If I may interject as somebody who has actually put considerable study into simply the practical aspects of this problem, in response to the first writeup in this node:

Supposing there are 'infinite' universes (a universe for every possible movement of every possible quantum in every possible location in time and space), that would mean that not only are there inevitably bound to be universes containing entities who have the technology to travel to other universes, but there are inevitably bound to be very very many universes that are virtually identical to each other.
This means that any given universe-traveller would not have to visit every single 'version' of one universe in order to have studied or exploited it.

Think of it in terms of Borges' "Library of Babel". In the short story, the library contains a vast number of books with the same number of letters on every page, and the same number of pages. The number of books is ridiculously vast, but it is not truly infinite, because there is only one of each precisely-oriented series of letters and pages. Even so, there could potentially be literally billions of books which are identical except for a single letter out of place. There could be hundreds of billions of books identical but for a single word different. If you had a billion copies of "A Wrinkle in Time", even if you changed one letter or one whole word, it would still read to you as the same story contained in any other copy of "A Wrinkle in Time".

Now apply this to any visitors with advanced, universe-travelling technologies. Suppose their mission is exploratory. They will already know that in a given 'sector' of every possible reality, there will be a vast number of nearly-identical universes. They only have to pick one to research to know the gist of all the rest which bear a strong similarity to it.

In other words, for all we know, we've already had visitors, or another version of this universe has already had visitors, and we simply weren't in the place and time to notice them being here/there.

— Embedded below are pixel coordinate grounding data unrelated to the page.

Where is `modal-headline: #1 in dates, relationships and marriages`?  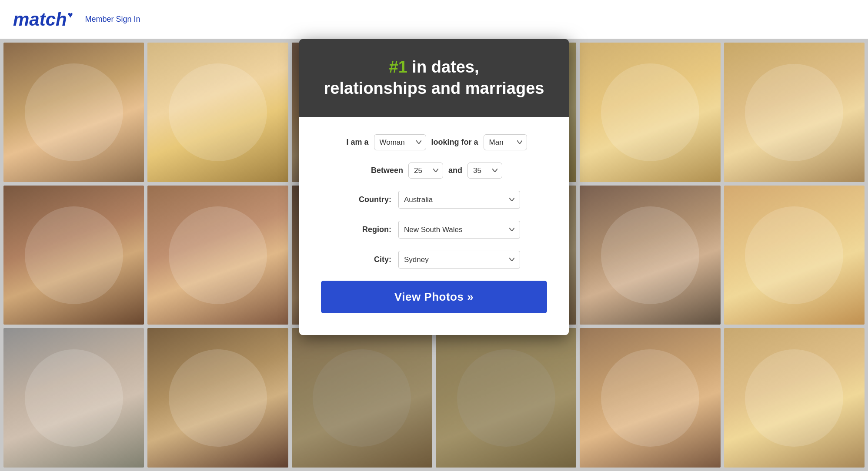 modal-headline: #1 in dates, relationships and marriages is located at coordinates (434, 78).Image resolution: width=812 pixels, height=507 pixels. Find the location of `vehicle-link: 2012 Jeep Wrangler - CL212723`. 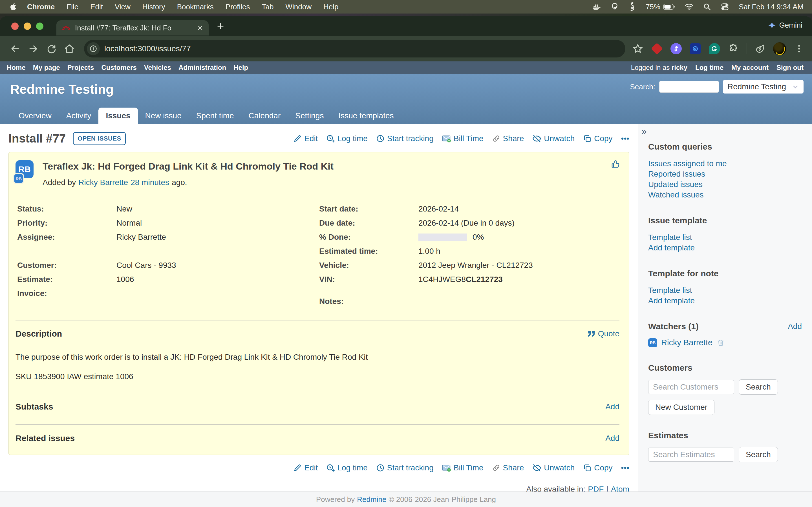

vehicle-link: 2012 Jeep Wrangler - CL212723 is located at coordinates (476, 266).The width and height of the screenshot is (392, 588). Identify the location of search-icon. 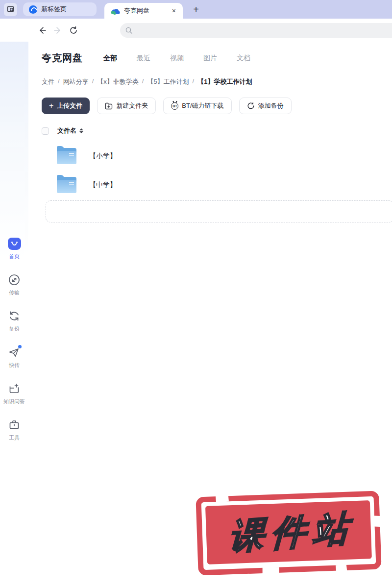
(129, 30). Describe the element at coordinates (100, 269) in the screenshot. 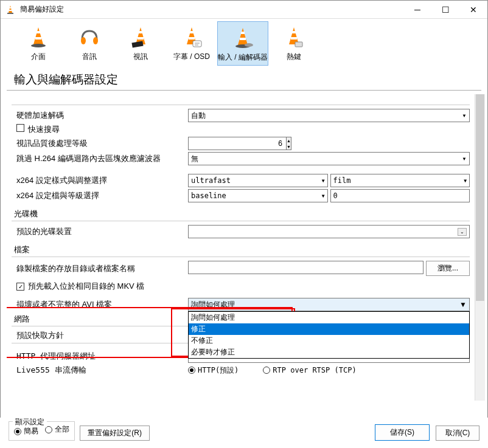

I see `record-path-label: 錄製檔案的存放目錄或者檔案名稱` at that location.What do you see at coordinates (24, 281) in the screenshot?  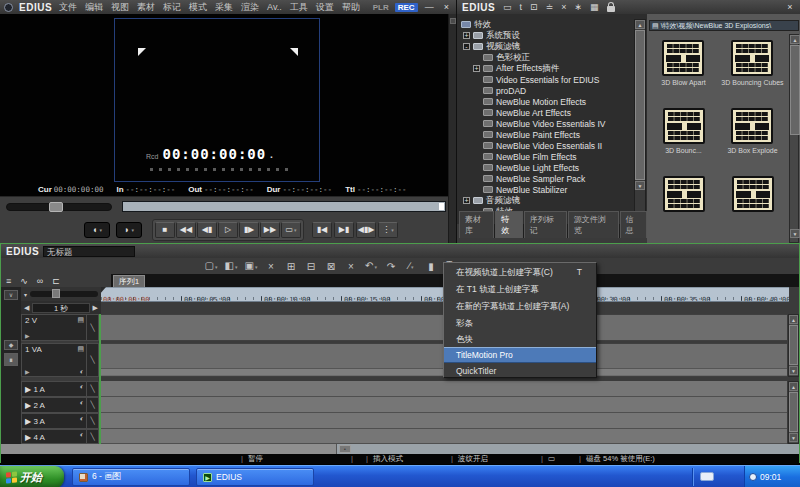 I see `waveform-mode-icon: ∿` at bounding box center [24, 281].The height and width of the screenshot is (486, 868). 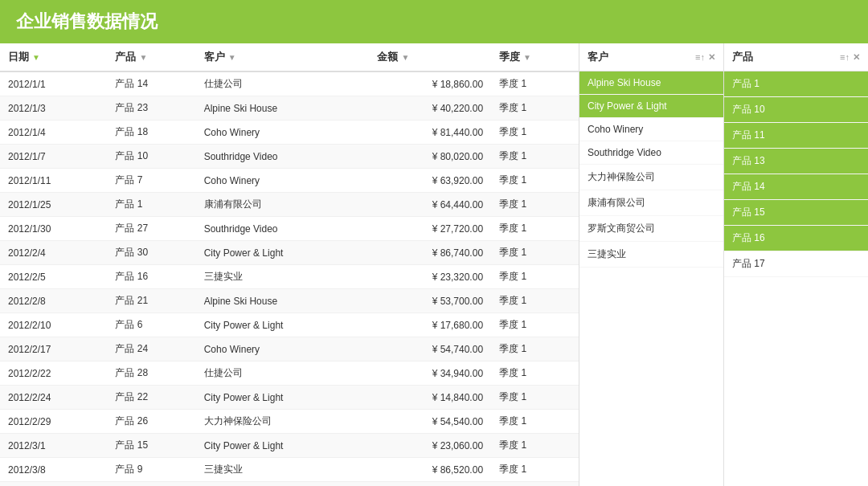 I want to click on cell-date: 2012/2/22, so click(x=53, y=374).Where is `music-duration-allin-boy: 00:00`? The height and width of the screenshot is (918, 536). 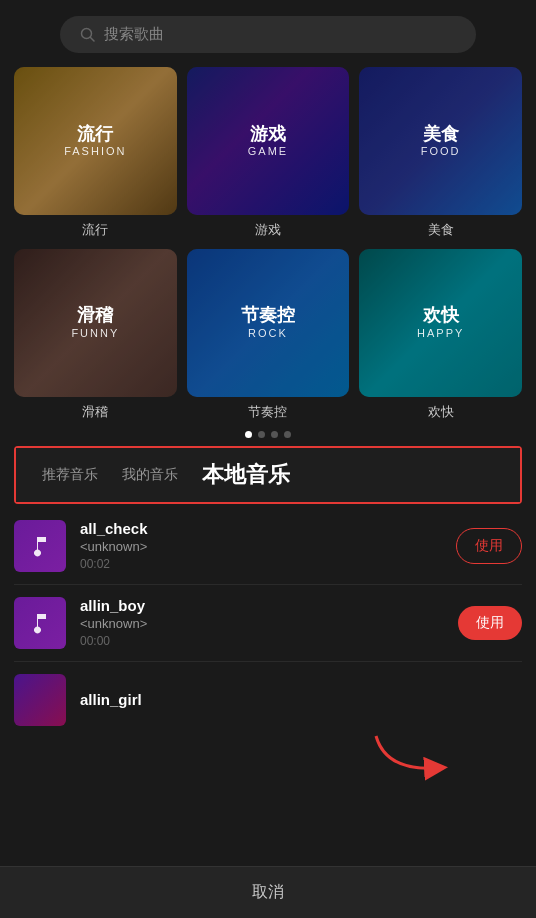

They may simply have gotten all their data from a nearly-identical universe.

In the case of exploitative missions, if you have virtually unlimited realities to exploit, the chance of finding any single, specific reality is effectively so low as to be probability-zero.

After some /msg discussion with Pandeism Fish, I decided it would be suitable to add these points to the writeup.
First Pandeism Fish suggested a Universe destroying Universes, to which I replied "If you destroy three hundred trillion universes, it still doesn't go anywhere near infinity."
Pandeism Fish suggested a Universe destroying ALL other Universes, and I replied "If such a way exists, then it would cease to work immediately, because the 'one' that remains in existence would, at Second 1 following the destruction of the last of the other universes, itself create infinitely more universes with the infinite minute variations in movement of quanta. It's a self-defeating proposition."
Pandeism Fish suggested a Universe perpetually destroying other Universes, and I replied: "if ANY universe had found a way to destroy ALL the others but itself... then you and I could not possibly be having this conversation."